*Your instructions*.
Write out, unaltered, each line from the top of the records below down to the line where "This screenshot has width=619, height=364." appears, that line included.

---- Source data

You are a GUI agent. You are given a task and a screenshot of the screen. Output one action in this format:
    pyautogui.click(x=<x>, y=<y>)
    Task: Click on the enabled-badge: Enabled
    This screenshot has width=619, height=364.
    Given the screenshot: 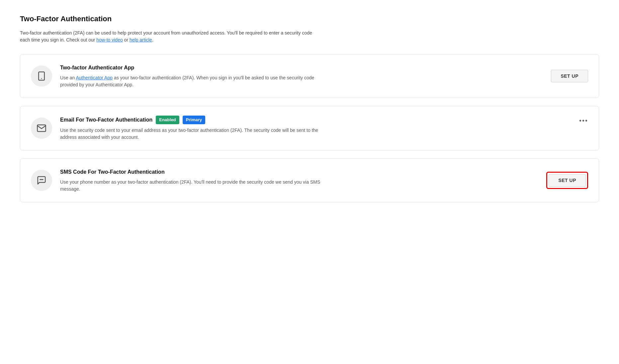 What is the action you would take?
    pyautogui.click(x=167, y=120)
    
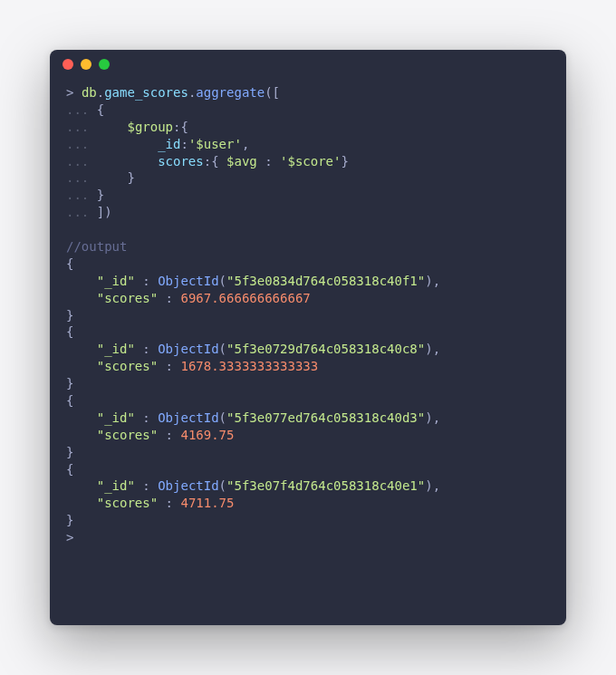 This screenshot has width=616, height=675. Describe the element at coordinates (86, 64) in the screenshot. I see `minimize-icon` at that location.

--------

*Task answer*.
You are a GUI agent. You are given a task and a screenshot of the screen. Output one action in this format:
    pyautogui.click(x=<x>, y=<y>)
    Task: Click on the enabled-badge: Enabled
    This screenshot has width=619, height=364.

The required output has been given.